Tricks for dealing with geometric series

After reducing a complicated sum for 10 minutes on a test you hit a roadblock: you forgot once again how to simplify a geometric series.

A geometric series is a sum of the form

$ \sum_{k=0}^{n-1} ar^k=a\frac{1-r^n}{1-r} $ ($ r $ not equal to 1)

A very common variant is the sum to infinity

$ \sum_{k=0}^\infty ar^k = \frac{a}{1-r} $, for r < 1.

Both formulas should be memorized and loved.

For example,

$ \sum_{k=0}^\infty (\frac{1}{2})^k = \frac{1}{1-\frac{1}{2}} = 2 $

Tricks for dealing with geometric series include the following:

$ \sum_{k=-\infty}^0 2^k $

A change of variables $ r = -k\, $ gives:

$ \sum_{k=\infty}^0 2^{-r} = \sum_{k=0}^\infty (\frac{1}{2})^{r} = 2 $

If your sum isn't from zero to infinity you can do the following:

$ \sum_{k=1}^\infty (\frac{1}{2})^k = \sum_{k=0}^\infty (\frac{1}{2})^k - (\frac{1}{2})^k|_{k=0} = 2 - 1 = 1 $

Back to ECE301

Back to ECE438

More on geometric series

Alumni Liaison

Ph.D. 2007, working on developing cool imaging technologies for digital cameras, camera phones, and video surveillance cameras.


### Required work
Could you copy every line of the data that contains the word "nManagement"?

### Supplied records
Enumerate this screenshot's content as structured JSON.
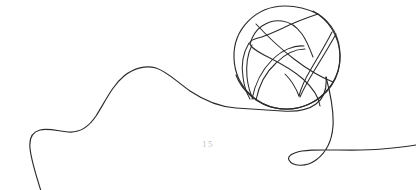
{
  "canvas": {
    "width": 416,
    "height": 190,
    "background_color": "#ffffff"
  },
  "artwork": {
    "title": "Continuous line art basketball",
    "style": "single-line-drawing",
    "stroke_color": "#2b2b2b",
    "stroke_width": 1.15,
    "elements": [
      {
        "name": "flowing-line",
        "description": "continuous curving line entering bottom-left and exiting right edge"
      },
      {
        "name": "basketball",
        "description": "circular ball with crossing seam lines, upper-right of canvas"
      }
    ]
  },
  "basketball": {
    "center_x": 287,
    "center_y": 57,
    "radius_x": 53,
    "radius_y": 52
  },
  "page_number": {
    "label": "15",
    "color": "#c2c2c2",
    "x": 188,
    "y": 146
  }
}
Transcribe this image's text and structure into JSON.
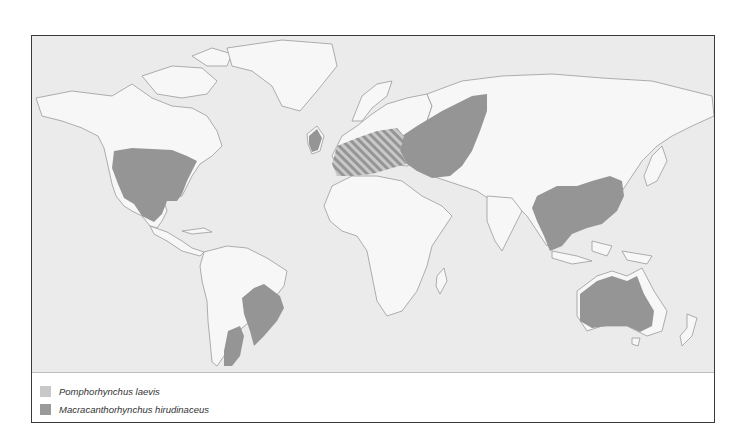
{
  "map": {
    "type": "world-distribution-map",
    "colors": {
      "ocean": "#ebebeb",
      "land": "#f7f7f7",
      "coastline": "#9a9a9a",
      "pomphorhynchus": "#c8c8c8",
      "macracanthorhynchus": "#959595"
    },
    "regions": [
      {
        "name": "North America (USA, Mexico)",
        "species": "Macracanthorhynchus hirudinaceus"
      },
      {
        "name": "South America (Brazil)",
        "species": "Macracanthorhynchus hirudinaceus"
      },
      {
        "name": "South America (Argentina)",
        "species": "Macracanthorhynchus hirudinaceus"
      },
      {
        "name": "Western Europe",
        "species": "Pomphorhynchus laevis + Macracanthorhynchus hirudinaceus (hatched)"
      },
      {
        "name": "Eastern Europe / Russia",
        "species": "Macracanthorhynchus hirudinaceus"
      },
      {
        "name": "China",
        "species": "Macracanthorhynchus hirudinaceus"
      },
      {
        "name": "Australia",
        "species": "Macracanthorhynchus hirudinaceus"
      }
    ]
  },
  "legend": {
    "items": [
      {
        "label": "Pomphorhynchus laevis",
        "color": "#c8c8c8"
      },
      {
        "label": "Macracanthorhynchus hirudinaceus",
        "color": "#9a9a9a"
      }
    ]
  }
}
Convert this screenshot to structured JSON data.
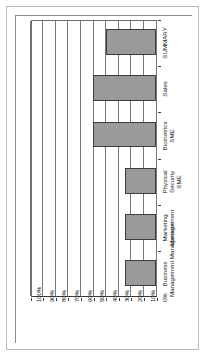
{
  "chart_data": {
    "type": "bar",
    "orientation": "horizontal",
    "title": "",
    "subtitle": "",
    "xlabel": "",
    "ylabel": "",
    "categories": [
      "Business\nManagement Management",
      "Marketing\nManagement",
      "Physical\nSecurity\nSME",
      "Biometrics\nSME",
      "Sales",
      "SUMMARY"
    ],
    "category_labels": [
      {
        "line1": "Business",
        "line2": "Management Management"
      },
      {
        "line1": "Marketing",
        "line2": "Management"
      },
      {
        "line1": "Physical",
        "line2": "Security",
        "line3": "SME"
      },
      {
        "line1": "Biometrics",
        "line2": "SME"
      },
      {
        "line1": "Sales"
      },
      {
        "line1": "SUMMARY"
      }
    ],
    "values": [
      25,
      25,
      25,
      50,
      50,
      40
    ],
    "value_unit": "%",
    "xlim": [
      0,
      100
    ],
    "tick_labels": [
      "100%",
      "90%",
      "80%",
      "70%",
      "60%",
      "50%",
      "40%",
      "30%",
      "20%",
      "10%",
      "0%"
    ],
    "tick_values": [
      100,
      90,
      80,
      70,
      60,
      50,
      40,
      30,
      20,
      10,
      0
    ],
    "grid": true,
    "grid_axis": "value",
    "legend": false,
    "legend_position": "none",
    "series": [
      {
        "name": "",
        "values": [
          25,
          25,
          25,
          50,
          50,
          40
        ]
      }
    ],
    "colors": {
      "bar_fill": "#9a9a9a",
      "bar_border": "#3d3d3d",
      "gridline": "#777777",
      "axis": "#3a3a3a",
      "text": "#1a1a1a",
      "frame": "#b9b9b9",
      "background": "#ffffff"
    }
  }
}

### Problem solution
      "Business\nManagement Management",
      "Marketing\nManagement",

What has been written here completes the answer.